THE ROLE OF MOTOR ACTION IN ANTICIPATORY POSTURAL ADJUSTMENTS STUDIEDWITH SELF-INDUCED AND EXTERNALLY TRIGGERED PERTURBATIONS

Citation
As. Aruin et Ml. Latash, THE ROLE OF MOTOR ACTION IN ANTICIPATORY POSTURAL ADJUSTMENTS STUDIEDWITH SELF-INDUCED AND EXTERNALLY TRIGGERED PERTURBATIONS, Experimental Brain Research, 106(2), 1995, pp. 291-300
Citations number
34
Categorie Soggetti
Neurosciences
Journal title
ISSN journal
00144819
Volume
106
Issue
2
Year of publication
1995
Pages
291 - 300
Database
ISI
SICI code
0014-4819(1995)106:2<291:TROMAI>2.0.ZU;2-R
Abstract
This study investigated the relation between the magnitude of a motor action triggering a postural perturbation and the magnitude of anticip atory postural adjustments.

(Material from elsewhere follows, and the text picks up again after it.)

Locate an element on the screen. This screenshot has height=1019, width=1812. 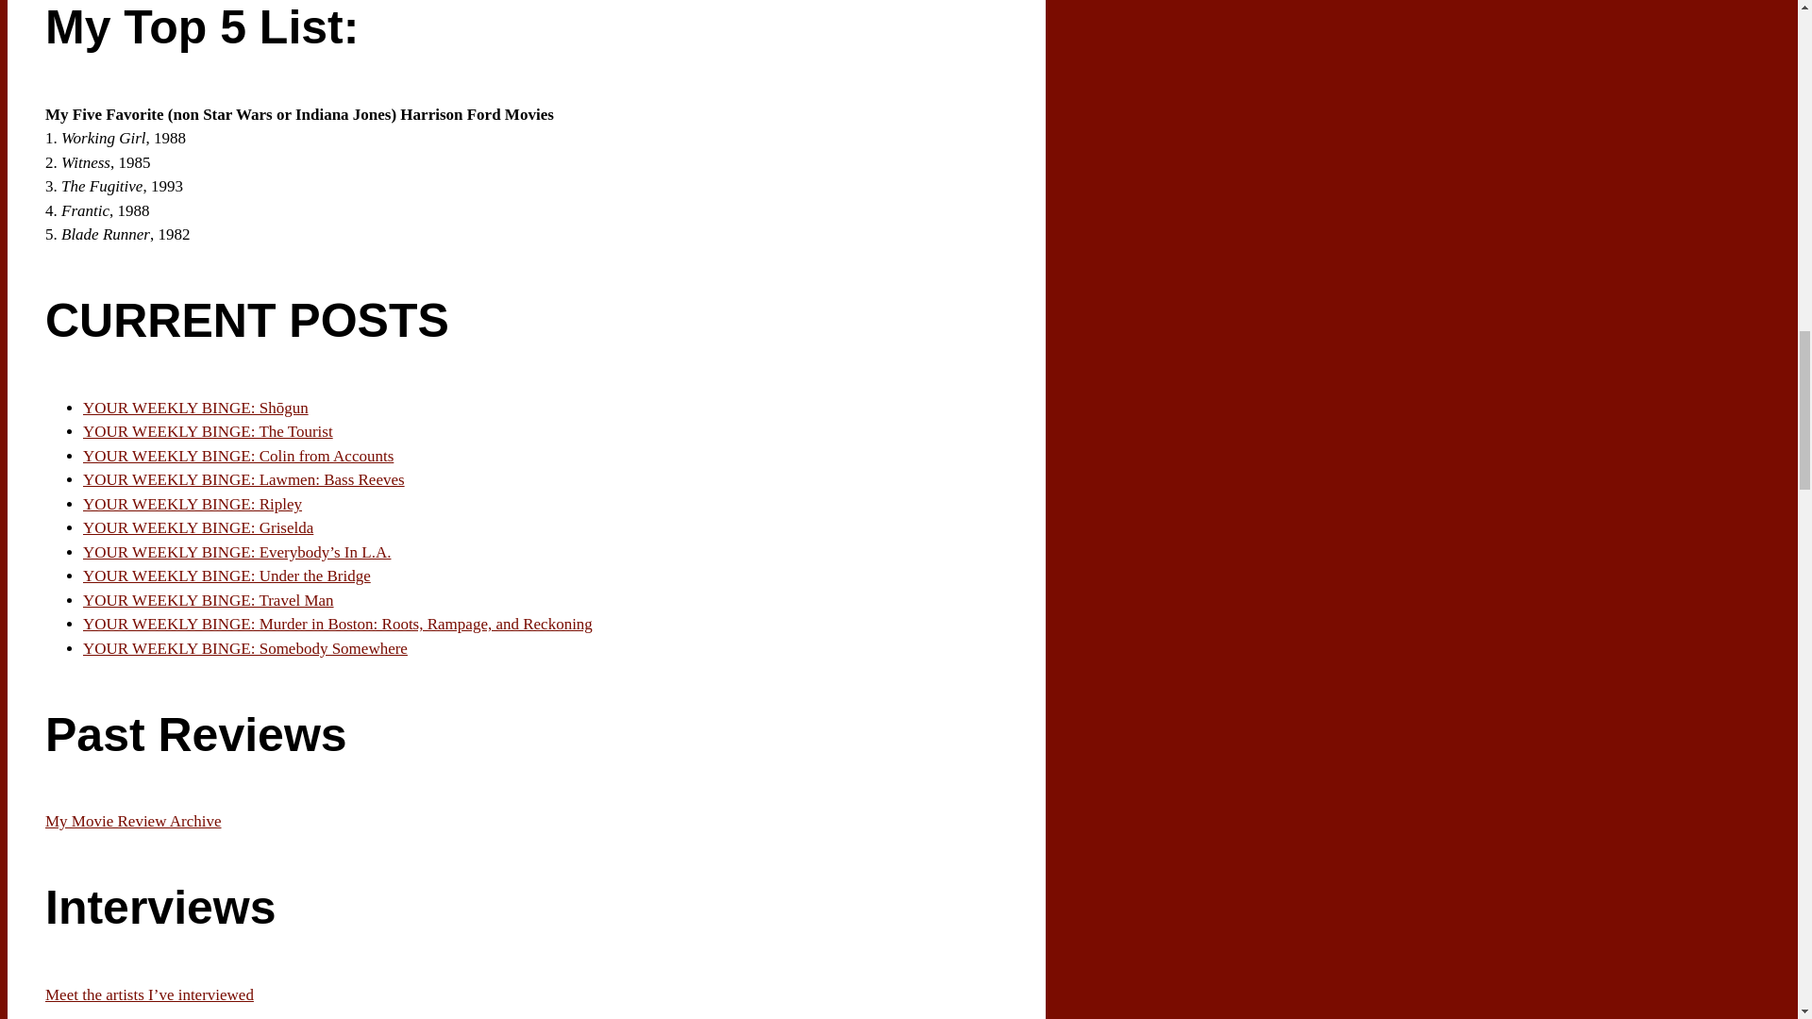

Subjects stood on a force platform and hel d, in extended arms, a balloon with a 2.2-kg load suspended on a rigid cord. In different series, unloadings were induced by fast bilateral shoulder abduction movements, by popping the balloon with a tack taped to the subject's right middle finger, or by the experimenter popping the balloon. Anticipatory postural adjustments were seen during all se lf-initiated unloadings as changes in the level of activation of postu ral muscles and in displacements of the center of pressure. However, a bsolute values of these changes were significantly smaller in the seri es with balloon popping as compared to the series with shoulder abduct ions. Such reactions were absent when the unloading was triggered by t he experimenter. We conclude that a self-triggered perturbation is alw ays associated with anticipatory postural adjustments, while the magni tude of the adjustments may be scaled with respect to the magnitude of a motor action used to induce the perturbation.